JERUSALEM, Dec. 18 — The call for early elections by Mahmoud Abbas, the moderate Palestinian Authority president, is part of a Western-backed effort to revive the Middle East peace process in hopes of driving the radical Hamas party, which favors Israel’s destruction, out of power.
But Mr. Abbas today is a weak reed, with little power to carry out his decrees or his will. Two years after he was elected president, after the death of Yasir Arafat, opinion polls show that Mr. Abbas is perceived by a majority of Palestinians as a great disappointment, having brought little reform to his Fatah movement or improvement to their lives, while appearing to carry water for Israel and the United States.

Mr. Abbas made a great drama on Saturday of announcing these early elections, but they seem unlikely to happen. Hamas has promised to boycott and disrupt new legislative elections, seeing them as an attempted coup. So even if there were some form of voting, a Hamas boycott would make it hollow.

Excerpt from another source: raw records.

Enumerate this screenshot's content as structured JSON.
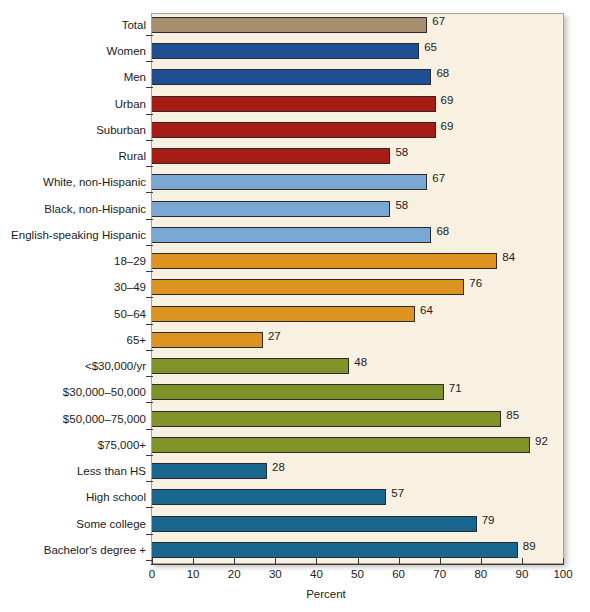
{
  "chart_data": {
    "type": "bar",
    "orientation": "horizontal",
    "title": "",
    "xlabel": "Percent",
    "ylabel": "",
    "xlim": [
      0,
      100
    ],
    "xticks": [
      0,
      10,
      20,
      30,
      40,
      50,
      60,
      70,
      80,
      90,
      100
    ],
    "grid": false,
    "legend": "none",
    "value_labels": true,
    "categories": [
      "Total",
      "Women",
      "Men",
      "Urban",
      "Suburban",
      "Rural",
      "White, non-Hispanic",
      "Black, non-Hispanic",
      "English-speaking Hispanic",
      "18–29",
      "30–49",
      "50–64",
      "65+",
      "<$30,000/yr",
      "$30,000–50,000",
      "$50,000–75,000",
      "$75,000+",
      "Less than HS",
      "High school",
      "Some college",
      "Bachelor's degree +"
    ],
    "values": [
      67,
      65,
      68,
      69,
      69,
      58,
      67,
      58,
      68,
      84,
      76,
      64,
      27,
      48,
      71,
      85,
      92,
      28,
      57,
      79,
      89
    ],
    "bar_colors": [
      "#a78e6f",
      "#1f4f93",
      "#1f4f93",
      "#a81c16",
      "#a81c16",
      "#a81c16",
      "#7aa7d4",
      "#7aa7d4",
      "#7aa7d4",
      "#dd9321",
      "#dd9321",
      "#dd9321",
      "#dd9321",
      "#7f9328",
      "#7f9328",
      "#7f9328",
      "#7f9328",
      "#19668f",
      "#19668f",
      "#19668f",
      "#19668f"
    ],
    "groups": [
      {
        "name": "Total",
        "color": "#a78e6f",
        "categories": [
          "Total"
        ]
      },
      {
        "name": "Gender",
        "color": "#1f4f93",
        "categories": [
          "Women",
          "Men"
        ]
      },
      {
        "name": "Community type",
        "color": "#a81c16",
        "categories": [
          "Urban",
          "Suburban",
          "Rural"
        ]
      },
      {
        "name": "Race/ethnicity",
        "color": "#7aa7d4",
        "categories": [
          "White, non-Hispanic",
          "Black, non-Hispanic",
          "English-speaking Hispanic"
        ]
      },
      {
        "name": "Age",
        "color": "#dd9321",
        "categories": [
          "18–29",
          "30–49",
          "50–64",
          "65+"
        ]
      },
      {
        "name": "Household income",
        "color": "#7f9328",
        "categories": [
          "<$30,000/yr",
          "$30,000–50,000",
          "$50,000–75,000",
          "$75,000+"
        ]
      },
      {
        "name": "Education",
        "color": "#19668f",
        "categories": [
          "Less than HS",
          "High school",
          "Some college",
          "Bachelor's degree +"
        ]
      }
    ],
    "panel_background": "#f8f0e1",
    "bar_outline_color": "#2b2b2b",
    "text_color": "#1b1b1b"
  }
}
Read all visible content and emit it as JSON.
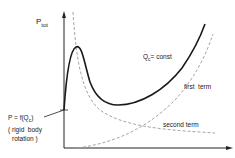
{
  "diagram": {
    "y_axis_label": "P",
    "y_axis_label_sub": "tot",
    "curve_label_main": "Q",
    "curve_label_sub": "c",
    "curve_label_suffix": "= const",
    "first_term_label": "first  term",
    "second_term_label": "second term",
    "point_label_line1": "P = f(Q",
    "point_label_sub": "c",
    "point_label_close": ")",
    "point_label_line2": "( rigid  body",
    "point_label_line3": "rotation )",
    "colors": {
      "solid_curve": "#1a1a1a",
      "dashed_curves": "#9a9a9a",
      "axes": "#222222"
    }
  }
}
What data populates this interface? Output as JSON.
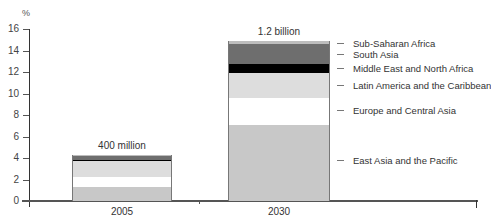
{
  "chart_data": {
    "type": "bar",
    "stacked": true,
    "title": "",
    "xlabel": "",
    "ylabel": "%",
    "ylim": [
      0,
      16
    ],
    "yticks": [
      0,
      2,
      4,
      6,
      8,
      10,
      12,
      14,
      16
    ],
    "grid": false,
    "legend_position": "right (inline labels next to 2030 bar)",
    "categories": [
      "2005",
      "2030"
    ],
    "bar_totals_labels": [
      "400 million",
      "1.2 billion"
    ],
    "series": [
      {
        "name": "East Asia and the Pacific",
        "values": [
          1.3,
          7.1
        ],
        "color": "#c8c8c8"
      },
      {
        "name": "Europe and Central Asia",
        "values": [
          0.9,
          2.5
        ],
        "color": "#ffffff"
      },
      {
        "name": "Latin America and the Caribbean",
        "values": [
          1.5,
          2.3
        ],
        "color": "#dddddd"
      },
      {
        "name": "Middle East and North Africa",
        "values": [
          0.1,
          0.8
        ],
        "color": "#000000"
      },
      {
        "name": "South Asia",
        "values": [
          0.4,
          1.9
        ],
        "color": "#6e6e6e"
      },
      {
        "name": "Sub-Saharan Africa",
        "values": [
          0.1,
          0.3
        ],
        "color": "#bdbdbd"
      }
    ],
    "totals": [
      4.3,
      14.9
    ]
  },
  "axis": {
    "y_unit": "%",
    "y_ticks": [
      "0",
      "2",
      "4",
      "6",
      "8",
      "10",
      "12",
      "14",
      "16"
    ]
  },
  "legend": [
    "Sub-Saharan Africa",
    "South Asia",
    "Middle East and North Africa",
    "Latin America and the Caribbean",
    "Europe and Central Asia",
    "East Asia and the Pacific"
  ]
}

It may therefore be too late for Mr. Abbas and Fatah to be bolstered very effectively, even by a new American and British aid effort of the kind Prime Minister Tony Blair of Britain, here to support Mr. Abbas on Monday, seemed to foretell. Mr. Abbas is standing on shaky constitutional principles. It seems clear that he has no legal right to dissolve parliament without its consent. Not that constitutional principles are so holy here, but Mr. Abbas also lacks the power to carry out what he has decreed.

At the same time, Hamas would welcome the resignation of Mr. Abbas, which would mean an early presidential election, letting the movement try to defeat him and take full control over the Palestinian Authority.